Republicans are determined to confound Democratic predictions of sweeping election gains with their better-funded voter turnout machine, which led Bush to re-election in 2004.
"There's a ground game out there that we know how to run," Republican house majority leader John Boehner told Fox News on Sunday.
"At the end of the day, it's going to make a big difference in a lot of these tight races."
Mehlman said outreach efforts in the final hours of campaigning succeeded in contacting three million voters on Saturday alone.
"By and large, this effort will have its impact on election day and will not show up in most public opinion polls," he said.
Meanwhile, Democrats have incorporated some of techniques that Republicans have used to good effect in the past, but also relied on tried-and-true recruitment and outreach methods used by labour union for decades.

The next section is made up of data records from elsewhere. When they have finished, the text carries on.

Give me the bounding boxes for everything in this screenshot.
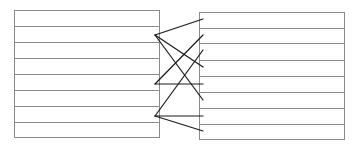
mapping-diagram bbox=[0, 0, 360, 147]
connection-line bbox=[155, 35, 203, 100]
connection-line bbox=[155, 19, 203, 35]
connection-lines bbox=[155, 19, 203, 131]
connection-line bbox=[155, 35, 203, 67]
connection-line bbox=[155, 116, 203, 131]
right-table bbox=[200, 13, 345, 140]
left-table bbox=[15, 11, 160, 138]
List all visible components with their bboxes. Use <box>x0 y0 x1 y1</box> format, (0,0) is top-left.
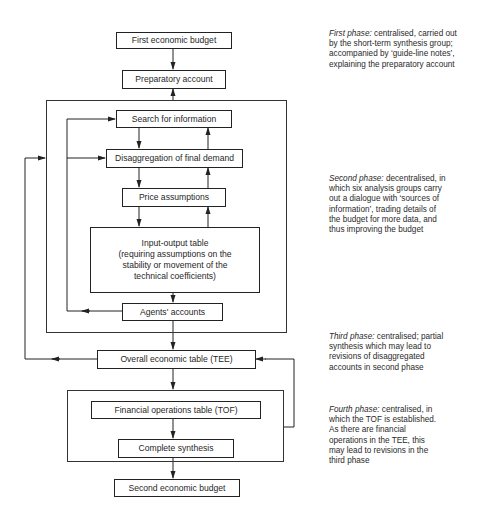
first-economic-budget-box: First economic budget <box>116 32 232 49</box>
input-output-note-line: technical coefficients) <box>134 271 216 282</box>
preparatory-account-label: Preparatory account <box>135 74 212 85</box>
second-phase-note: Second phase: decentralised, in which si… <box>329 174 449 235</box>
second-phase-frame <box>46 100 287 333</box>
third-phase-note: Third phase: centralised; partial synthe… <box>329 332 449 373</box>
preparatory-account-box: Preparatory account <box>122 70 226 89</box>
first-phase-label: First phase: <box>329 29 372 38</box>
price-assumptions-label: Price assumptions <box>139 192 209 203</box>
overall-economic-table-label: Overall economic table (TEE) <box>120 354 232 365</box>
fourth-phase-text: centralised, in which the TOF is establi… <box>329 405 436 465</box>
agents-accounts-label: Agents' accounts <box>140 307 205 318</box>
financial-operations-table-box: Financial operations table (TOF) <box>91 401 261 419</box>
disaggregation-box: Disaggregation of final demand <box>106 149 243 168</box>
fourth-phase-note: Fourth phase: centralised, in which the … <box>329 405 441 466</box>
financial-operations-table-label: Financial operations table (TOF) <box>114 405 237 416</box>
second-economic-budget-label: Second economic budget <box>129 483 226 494</box>
input-output-note-line: (requiring assumptions on the <box>118 249 231 260</box>
second-economic-budget-box: Second economic budget <box>114 479 240 497</box>
search-information-label: Search for information <box>132 114 217 125</box>
first-economic-budget-label: First economic budget <box>132 35 217 46</box>
second-phase-label: Second phase: <box>329 174 384 183</box>
price-assumptions-box: Price assumptions <box>122 188 226 207</box>
second-phase-text: decentralised, in which six analysis gro… <box>329 174 446 234</box>
search-information-box: Search for information <box>116 110 232 128</box>
input-output-table-box: Input-output table (requiring assumption… <box>90 227 260 293</box>
complete-synthesis-box: Complete synthesis <box>118 439 234 458</box>
first-phase-note: First phase: centralised, carried out by… <box>329 29 457 70</box>
overall-economic-table-box: Overall economic table (TEE) <box>97 350 256 369</box>
complete-synthesis-label: Complete synthesis <box>139 443 214 454</box>
disaggregation-label: Disaggregation of final demand <box>115 153 234 164</box>
fourth-phase-label: Fourth phase: <box>329 405 380 414</box>
agents-accounts-box: Agents' accounts <box>122 303 223 321</box>
third-phase-label: Third phase: <box>329 332 375 341</box>
input-output-title: Input-output table <box>142 238 209 249</box>
input-output-note-line: stability or movement of the <box>122 260 227 271</box>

Officials said the largest and most powerful US labour federation, the AFL-CIO, had rallied about 100 000 volunteers to make a planned five million phone calls in the last few days of the campaign.
A record $40m had been set aside expressly for the end-of-campaign push.
"Working people have had enough of disappearing jobs, unaffordable health care, stagnant wages, retirement insecurity, corrupt politicians and a congressional majority that rubber-stamps President Bush's anti-worker policies," the AFL-CIO statement said.
"On November 7, we can take back America for working families - if we vote."